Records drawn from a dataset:
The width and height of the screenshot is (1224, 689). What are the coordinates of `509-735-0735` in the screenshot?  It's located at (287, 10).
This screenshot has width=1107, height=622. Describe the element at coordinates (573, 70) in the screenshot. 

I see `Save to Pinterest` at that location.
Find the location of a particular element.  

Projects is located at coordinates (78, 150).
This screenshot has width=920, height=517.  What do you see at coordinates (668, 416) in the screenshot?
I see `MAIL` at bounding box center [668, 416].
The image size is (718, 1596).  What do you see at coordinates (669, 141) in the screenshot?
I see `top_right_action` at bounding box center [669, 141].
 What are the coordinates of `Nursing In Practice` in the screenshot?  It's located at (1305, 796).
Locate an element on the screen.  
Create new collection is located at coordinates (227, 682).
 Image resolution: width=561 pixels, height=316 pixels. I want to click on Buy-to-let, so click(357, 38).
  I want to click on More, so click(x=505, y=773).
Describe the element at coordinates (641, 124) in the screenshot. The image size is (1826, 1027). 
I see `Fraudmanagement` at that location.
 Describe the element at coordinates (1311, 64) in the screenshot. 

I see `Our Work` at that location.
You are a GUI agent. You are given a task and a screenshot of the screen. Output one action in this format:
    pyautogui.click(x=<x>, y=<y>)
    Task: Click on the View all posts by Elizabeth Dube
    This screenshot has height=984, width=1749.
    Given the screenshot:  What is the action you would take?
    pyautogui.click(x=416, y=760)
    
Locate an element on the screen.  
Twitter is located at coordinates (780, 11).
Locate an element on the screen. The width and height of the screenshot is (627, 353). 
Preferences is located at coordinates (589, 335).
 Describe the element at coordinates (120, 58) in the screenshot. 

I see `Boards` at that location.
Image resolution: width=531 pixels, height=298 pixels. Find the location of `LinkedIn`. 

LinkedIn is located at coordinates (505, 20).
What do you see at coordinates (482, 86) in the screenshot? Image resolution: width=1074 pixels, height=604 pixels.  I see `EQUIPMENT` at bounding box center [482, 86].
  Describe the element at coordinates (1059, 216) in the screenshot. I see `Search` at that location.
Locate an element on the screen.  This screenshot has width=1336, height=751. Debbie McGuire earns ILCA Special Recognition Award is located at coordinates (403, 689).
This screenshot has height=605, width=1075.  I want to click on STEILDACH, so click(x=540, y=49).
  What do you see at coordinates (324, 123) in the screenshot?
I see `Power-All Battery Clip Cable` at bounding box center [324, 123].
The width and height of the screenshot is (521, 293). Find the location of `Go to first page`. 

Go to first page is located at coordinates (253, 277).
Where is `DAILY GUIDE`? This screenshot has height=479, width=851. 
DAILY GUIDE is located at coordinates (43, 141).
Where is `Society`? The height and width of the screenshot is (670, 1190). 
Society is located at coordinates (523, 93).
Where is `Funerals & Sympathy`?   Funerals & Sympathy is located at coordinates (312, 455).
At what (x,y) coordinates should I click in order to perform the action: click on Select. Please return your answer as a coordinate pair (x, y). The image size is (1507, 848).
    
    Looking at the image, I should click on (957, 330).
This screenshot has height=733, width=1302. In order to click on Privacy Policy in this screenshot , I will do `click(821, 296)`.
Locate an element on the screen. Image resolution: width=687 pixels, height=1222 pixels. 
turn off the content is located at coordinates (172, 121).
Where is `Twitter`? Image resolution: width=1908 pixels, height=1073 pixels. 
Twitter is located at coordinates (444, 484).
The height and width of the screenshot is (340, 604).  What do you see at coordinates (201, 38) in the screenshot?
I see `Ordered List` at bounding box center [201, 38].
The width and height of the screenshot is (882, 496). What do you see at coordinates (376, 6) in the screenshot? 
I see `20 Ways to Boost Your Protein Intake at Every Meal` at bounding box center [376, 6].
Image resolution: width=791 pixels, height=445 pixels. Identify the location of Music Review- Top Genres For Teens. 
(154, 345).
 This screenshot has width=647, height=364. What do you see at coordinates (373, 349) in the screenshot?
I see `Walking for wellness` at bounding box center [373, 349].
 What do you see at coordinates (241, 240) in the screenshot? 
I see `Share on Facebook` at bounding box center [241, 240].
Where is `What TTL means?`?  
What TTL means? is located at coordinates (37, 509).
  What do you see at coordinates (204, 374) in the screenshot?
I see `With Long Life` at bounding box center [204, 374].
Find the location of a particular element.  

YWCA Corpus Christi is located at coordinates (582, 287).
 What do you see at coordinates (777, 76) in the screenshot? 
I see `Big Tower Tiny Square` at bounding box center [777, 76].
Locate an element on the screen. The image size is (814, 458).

> _What you need to do_
Starting at the line with "What do you see at coordinates (777, 76)", copy every line up to and including the last one in the entries above.

> _Response_
 What do you see at coordinates (777, 76) in the screenshot? 
I see `Big Tower Tiny Square` at bounding box center [777, 76].
Locate an element on the screen. The image size is (814, 458).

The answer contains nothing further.